Fundsters and others in asset management have gained a new voice in Washington, D.C.
| Dalia Osman Blass U.S. Securities and Exchange Commission Director of the Division of Investment Management | |
The Securities and Exchange Commission (
SEC) has created its own
Asset Management Advisory Committee, SEC chairman
Jay Clayton confirmed yesterday afternoon.
Dalia Blass, director of the SEC's division of investment management,
hinted back in the spring that the agency might be creating such a committee.
Clayton describes asset management "a critical component of our markets" and states that he wants the committee to help the SEC's asset management efforts meet "the needs of retail investors and market participants."
Indeed, of the initial 23 members of the committee, many are fundsters or other industry players, including:
Michelle McCarthy Beck, chief risk officer at
TIAA Financial Solutions; former T. Rowe Price vice chairman
Ed Bernard (who chairs the new committee):
Jane Carten, president and PM at
Saturna Capital;
Scot Draeger, president-elect and wealth management director at
R.M. Davis;
Mike Durbin, president of
Fidelity Institutional;
Gilbert Garcia, managing partner of
Garcia Hamilton & Associates;
Neesha Hathi, executive vice president and chief digital officer at
Charles Schwab;
Adeel Jivraj, partner at
Ernst & Young;
Ryan Ludt, principal and global head of ETF capital markets and broker/index relations at
Vanguard;
Susan McGee, former president of U.S. Global Investors;
Jeffrey Ptak, head of global manager research at
Morningstar Research Services;
Aye Soe, managing director and global head of product management at
S&P Dow Jones Indices;
Ross Stevens, founder and CEO of
Stone Ridge Asset Management;
Rama Subramaniam, head of systematic asset management at
GTS;
John Suydam, chief legal officer at
Apollo Global Management; and
Mark Tibergien, CEO of advisor solutions at
BNY Mellon's Pershing. Academics and large institutional investors are also represented.
Paul Schott Stevens, president and CEO of the Investment Company Institute (
ICI, a mutual fund industry trade group),
lauds Clayton for launching the committee and for picking Bernard to chair it. (Bernard once served as chair of ICI.)
The committee officially starts on November 1 and will serve an initial, renewable, two-year term.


• [What to work on]
Repeat word for word the opening stretch of the entries, from the first line through the line containing "Image is 868x484 pixels.".

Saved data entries

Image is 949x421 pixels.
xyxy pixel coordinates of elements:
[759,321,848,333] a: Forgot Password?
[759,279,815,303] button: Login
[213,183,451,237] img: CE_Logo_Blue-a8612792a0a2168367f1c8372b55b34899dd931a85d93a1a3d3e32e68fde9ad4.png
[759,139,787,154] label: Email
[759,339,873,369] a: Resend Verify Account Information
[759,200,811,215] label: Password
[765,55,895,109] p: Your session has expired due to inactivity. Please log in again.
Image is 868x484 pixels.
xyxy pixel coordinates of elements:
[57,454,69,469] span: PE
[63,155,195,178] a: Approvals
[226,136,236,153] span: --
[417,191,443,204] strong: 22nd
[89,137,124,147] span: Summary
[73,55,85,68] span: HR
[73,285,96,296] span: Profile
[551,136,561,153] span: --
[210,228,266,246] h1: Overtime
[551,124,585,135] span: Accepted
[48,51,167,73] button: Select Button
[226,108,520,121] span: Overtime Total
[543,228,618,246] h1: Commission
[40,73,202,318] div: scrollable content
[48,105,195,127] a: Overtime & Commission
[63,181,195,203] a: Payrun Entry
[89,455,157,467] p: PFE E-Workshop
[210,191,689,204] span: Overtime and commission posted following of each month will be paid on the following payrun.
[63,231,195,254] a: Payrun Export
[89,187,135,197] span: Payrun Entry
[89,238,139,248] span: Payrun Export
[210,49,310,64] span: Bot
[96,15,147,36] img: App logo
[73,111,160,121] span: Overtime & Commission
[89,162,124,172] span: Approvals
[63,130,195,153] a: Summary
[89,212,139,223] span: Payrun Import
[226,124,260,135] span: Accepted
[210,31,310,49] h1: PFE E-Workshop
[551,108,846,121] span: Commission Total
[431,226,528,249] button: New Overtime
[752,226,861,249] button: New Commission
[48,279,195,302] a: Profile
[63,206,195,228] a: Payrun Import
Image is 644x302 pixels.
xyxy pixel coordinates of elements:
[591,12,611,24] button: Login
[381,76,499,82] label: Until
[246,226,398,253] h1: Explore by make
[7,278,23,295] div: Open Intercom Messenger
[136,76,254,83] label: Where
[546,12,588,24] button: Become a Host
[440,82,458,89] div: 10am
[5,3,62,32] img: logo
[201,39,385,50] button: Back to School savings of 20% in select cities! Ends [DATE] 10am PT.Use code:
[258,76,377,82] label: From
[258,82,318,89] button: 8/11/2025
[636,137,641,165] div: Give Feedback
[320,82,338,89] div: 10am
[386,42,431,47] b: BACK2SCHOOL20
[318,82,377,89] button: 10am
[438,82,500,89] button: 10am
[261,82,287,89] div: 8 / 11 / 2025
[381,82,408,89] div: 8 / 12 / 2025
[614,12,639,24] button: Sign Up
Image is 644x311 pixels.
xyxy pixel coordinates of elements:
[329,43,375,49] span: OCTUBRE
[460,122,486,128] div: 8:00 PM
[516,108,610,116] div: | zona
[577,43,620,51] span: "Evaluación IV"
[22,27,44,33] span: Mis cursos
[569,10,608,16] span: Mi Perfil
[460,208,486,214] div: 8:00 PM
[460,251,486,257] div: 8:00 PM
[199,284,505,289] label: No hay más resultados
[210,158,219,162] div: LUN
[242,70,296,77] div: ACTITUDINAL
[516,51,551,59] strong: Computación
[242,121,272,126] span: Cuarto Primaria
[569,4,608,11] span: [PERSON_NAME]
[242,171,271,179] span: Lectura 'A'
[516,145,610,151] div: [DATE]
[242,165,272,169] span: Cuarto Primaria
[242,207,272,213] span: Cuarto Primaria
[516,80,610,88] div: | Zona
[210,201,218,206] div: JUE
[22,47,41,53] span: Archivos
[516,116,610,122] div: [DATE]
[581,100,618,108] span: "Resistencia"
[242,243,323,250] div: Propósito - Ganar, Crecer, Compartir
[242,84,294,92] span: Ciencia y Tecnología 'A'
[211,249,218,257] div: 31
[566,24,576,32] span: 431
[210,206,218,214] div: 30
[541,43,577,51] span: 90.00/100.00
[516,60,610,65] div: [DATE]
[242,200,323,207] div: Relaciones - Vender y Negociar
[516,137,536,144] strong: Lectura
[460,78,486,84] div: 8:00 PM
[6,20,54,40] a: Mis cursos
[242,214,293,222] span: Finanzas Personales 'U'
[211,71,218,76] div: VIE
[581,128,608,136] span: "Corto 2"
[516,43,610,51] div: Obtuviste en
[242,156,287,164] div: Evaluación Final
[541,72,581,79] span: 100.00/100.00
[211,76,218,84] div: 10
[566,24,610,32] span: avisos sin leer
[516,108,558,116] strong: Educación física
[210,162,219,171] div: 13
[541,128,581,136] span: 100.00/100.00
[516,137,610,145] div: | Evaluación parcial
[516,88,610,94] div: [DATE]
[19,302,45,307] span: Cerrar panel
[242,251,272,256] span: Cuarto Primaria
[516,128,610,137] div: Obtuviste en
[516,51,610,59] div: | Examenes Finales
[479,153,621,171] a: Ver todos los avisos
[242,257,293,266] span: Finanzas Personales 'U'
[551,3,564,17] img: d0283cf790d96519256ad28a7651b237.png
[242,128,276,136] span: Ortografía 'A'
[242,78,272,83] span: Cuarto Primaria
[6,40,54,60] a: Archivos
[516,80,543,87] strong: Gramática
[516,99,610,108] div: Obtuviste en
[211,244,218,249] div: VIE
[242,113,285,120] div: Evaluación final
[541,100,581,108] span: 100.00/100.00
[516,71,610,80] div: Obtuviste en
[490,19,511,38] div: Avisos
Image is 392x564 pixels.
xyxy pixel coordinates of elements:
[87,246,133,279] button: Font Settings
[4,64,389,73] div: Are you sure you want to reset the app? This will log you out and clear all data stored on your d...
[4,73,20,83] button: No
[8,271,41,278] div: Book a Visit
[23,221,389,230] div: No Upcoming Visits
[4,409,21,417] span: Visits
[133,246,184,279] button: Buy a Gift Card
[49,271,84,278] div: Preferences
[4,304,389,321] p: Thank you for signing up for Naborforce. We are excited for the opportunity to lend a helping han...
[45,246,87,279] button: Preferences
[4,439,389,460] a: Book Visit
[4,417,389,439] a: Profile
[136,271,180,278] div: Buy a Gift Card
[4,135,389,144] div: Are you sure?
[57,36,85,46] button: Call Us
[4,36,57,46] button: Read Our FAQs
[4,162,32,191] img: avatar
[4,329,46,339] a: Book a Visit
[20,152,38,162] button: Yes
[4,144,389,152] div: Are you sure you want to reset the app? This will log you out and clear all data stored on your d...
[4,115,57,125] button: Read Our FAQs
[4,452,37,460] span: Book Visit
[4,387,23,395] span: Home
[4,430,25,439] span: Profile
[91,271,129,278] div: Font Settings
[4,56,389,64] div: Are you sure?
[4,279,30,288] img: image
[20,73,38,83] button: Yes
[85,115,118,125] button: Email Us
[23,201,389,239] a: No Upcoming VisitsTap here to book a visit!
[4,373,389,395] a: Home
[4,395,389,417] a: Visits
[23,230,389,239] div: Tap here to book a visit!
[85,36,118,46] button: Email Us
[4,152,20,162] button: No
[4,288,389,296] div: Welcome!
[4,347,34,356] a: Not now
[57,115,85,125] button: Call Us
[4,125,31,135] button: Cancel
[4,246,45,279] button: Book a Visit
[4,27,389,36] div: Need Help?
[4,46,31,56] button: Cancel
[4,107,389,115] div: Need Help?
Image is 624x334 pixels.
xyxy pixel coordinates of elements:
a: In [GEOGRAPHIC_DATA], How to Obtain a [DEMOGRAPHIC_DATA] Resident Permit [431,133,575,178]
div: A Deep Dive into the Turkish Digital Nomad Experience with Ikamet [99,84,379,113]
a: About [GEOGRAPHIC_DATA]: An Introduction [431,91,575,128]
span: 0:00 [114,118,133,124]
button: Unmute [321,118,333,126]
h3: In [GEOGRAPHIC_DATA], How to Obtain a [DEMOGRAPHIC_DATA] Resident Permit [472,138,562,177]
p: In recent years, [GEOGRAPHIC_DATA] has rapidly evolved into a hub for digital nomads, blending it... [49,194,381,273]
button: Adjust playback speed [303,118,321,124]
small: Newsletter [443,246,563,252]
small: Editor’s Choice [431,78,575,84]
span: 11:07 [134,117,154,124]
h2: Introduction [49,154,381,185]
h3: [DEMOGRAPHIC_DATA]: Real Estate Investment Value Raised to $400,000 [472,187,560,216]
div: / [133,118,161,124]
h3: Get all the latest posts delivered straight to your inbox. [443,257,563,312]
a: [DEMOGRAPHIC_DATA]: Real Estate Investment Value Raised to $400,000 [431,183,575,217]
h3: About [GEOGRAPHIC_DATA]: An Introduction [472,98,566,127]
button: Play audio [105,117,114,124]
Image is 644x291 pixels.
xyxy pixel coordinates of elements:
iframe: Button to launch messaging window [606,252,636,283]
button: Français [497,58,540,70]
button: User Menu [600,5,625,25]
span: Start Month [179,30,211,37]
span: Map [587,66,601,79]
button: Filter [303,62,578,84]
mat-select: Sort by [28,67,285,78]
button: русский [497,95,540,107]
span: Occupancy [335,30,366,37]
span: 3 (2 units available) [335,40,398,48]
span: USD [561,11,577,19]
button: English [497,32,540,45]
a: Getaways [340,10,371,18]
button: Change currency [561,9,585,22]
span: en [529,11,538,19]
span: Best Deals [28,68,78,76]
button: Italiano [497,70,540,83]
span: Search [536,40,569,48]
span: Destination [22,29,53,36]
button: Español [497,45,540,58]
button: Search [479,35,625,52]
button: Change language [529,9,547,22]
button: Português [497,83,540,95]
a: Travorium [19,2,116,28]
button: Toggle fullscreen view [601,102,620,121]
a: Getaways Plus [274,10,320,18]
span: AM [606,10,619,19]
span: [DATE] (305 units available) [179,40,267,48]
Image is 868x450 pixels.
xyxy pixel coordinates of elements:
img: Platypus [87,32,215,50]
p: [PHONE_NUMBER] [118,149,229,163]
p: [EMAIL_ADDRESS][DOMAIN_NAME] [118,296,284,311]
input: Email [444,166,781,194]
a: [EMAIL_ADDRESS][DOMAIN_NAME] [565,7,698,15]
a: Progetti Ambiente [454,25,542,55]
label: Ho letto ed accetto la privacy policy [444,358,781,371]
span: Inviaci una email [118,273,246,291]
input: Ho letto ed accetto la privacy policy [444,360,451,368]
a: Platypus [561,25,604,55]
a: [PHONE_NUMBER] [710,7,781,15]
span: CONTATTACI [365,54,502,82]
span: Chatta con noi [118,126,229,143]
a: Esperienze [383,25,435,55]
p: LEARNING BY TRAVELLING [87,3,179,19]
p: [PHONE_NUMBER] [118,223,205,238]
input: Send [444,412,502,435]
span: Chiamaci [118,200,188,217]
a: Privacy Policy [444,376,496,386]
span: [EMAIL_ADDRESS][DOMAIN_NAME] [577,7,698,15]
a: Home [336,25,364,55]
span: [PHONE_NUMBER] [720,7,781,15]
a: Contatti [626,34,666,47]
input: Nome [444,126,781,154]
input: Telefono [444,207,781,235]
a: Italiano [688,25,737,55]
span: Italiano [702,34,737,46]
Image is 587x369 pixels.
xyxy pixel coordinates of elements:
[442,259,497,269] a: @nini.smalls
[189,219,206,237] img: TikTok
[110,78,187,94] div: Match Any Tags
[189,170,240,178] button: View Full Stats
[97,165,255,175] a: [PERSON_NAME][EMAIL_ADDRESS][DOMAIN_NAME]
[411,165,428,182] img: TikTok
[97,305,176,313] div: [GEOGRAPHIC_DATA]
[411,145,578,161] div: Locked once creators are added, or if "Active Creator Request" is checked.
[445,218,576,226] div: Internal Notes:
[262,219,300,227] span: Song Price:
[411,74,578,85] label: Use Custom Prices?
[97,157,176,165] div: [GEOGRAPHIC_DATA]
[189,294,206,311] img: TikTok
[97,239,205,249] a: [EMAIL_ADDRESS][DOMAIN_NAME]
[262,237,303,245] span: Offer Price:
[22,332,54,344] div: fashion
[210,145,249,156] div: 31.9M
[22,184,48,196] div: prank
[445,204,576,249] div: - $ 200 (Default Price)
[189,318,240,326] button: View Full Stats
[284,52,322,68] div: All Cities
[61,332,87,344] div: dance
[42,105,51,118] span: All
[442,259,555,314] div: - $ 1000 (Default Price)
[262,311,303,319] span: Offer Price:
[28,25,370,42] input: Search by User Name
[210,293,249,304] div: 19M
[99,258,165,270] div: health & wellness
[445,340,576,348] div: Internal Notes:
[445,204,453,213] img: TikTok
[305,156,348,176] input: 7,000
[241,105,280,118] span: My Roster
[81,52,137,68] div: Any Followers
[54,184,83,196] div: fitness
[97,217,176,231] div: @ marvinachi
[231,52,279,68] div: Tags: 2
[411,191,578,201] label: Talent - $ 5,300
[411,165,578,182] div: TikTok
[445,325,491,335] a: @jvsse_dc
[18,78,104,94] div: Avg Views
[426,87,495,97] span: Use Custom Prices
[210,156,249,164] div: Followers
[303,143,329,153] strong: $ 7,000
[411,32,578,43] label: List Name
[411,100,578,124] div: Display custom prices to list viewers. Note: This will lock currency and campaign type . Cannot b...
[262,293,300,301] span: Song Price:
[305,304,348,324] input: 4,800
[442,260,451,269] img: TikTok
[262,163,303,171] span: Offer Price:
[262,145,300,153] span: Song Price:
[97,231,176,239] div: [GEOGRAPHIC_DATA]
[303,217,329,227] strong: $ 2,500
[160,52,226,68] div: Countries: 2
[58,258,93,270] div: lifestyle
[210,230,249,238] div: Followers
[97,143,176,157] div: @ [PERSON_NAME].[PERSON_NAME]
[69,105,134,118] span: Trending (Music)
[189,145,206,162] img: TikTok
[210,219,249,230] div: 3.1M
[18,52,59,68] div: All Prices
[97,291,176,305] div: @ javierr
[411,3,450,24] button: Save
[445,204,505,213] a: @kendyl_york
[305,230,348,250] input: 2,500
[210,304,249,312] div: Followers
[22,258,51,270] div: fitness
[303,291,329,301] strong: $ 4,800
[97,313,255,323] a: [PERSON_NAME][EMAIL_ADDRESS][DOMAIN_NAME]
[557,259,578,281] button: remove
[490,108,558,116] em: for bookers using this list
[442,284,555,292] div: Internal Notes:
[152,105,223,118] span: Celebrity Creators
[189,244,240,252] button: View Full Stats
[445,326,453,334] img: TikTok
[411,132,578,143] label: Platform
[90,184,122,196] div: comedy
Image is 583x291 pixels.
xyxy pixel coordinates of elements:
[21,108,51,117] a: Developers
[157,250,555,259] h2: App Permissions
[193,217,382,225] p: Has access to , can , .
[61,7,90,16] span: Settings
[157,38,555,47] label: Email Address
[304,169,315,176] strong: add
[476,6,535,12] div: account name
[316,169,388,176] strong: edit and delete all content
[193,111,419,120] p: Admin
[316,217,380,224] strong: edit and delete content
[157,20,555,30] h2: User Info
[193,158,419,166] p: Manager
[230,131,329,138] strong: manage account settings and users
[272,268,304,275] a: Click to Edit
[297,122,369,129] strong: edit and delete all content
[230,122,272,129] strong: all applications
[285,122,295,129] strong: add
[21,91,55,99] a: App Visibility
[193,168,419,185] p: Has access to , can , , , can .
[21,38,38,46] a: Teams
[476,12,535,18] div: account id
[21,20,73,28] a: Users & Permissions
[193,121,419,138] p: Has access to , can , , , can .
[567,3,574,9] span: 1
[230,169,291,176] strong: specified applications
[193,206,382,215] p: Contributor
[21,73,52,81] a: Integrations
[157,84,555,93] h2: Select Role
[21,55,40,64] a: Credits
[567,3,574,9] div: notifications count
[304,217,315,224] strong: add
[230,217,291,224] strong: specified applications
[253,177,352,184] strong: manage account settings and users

• [Your solution]
Image is 949x421 pixels.
xyxy pixel coordinates of elements:
[759,321,848,333] a: Forgot Password?
[759,279,815,303] button: Login
[213,183,451,237] img: CE_Logo_Blue-a8612792a0a2168367f1c8372b55b34899dd931a85d93a1a3d3e32e68fde9ad4.png
[759,139,787,154] label: Email
[759,339,873,369] a: Resend Verify Account Information
[759,200,811,215] label: Password
[765,55,895,109] p: Your session has expired due to inactivity. Please log in again.
Image is 868x484 pixels.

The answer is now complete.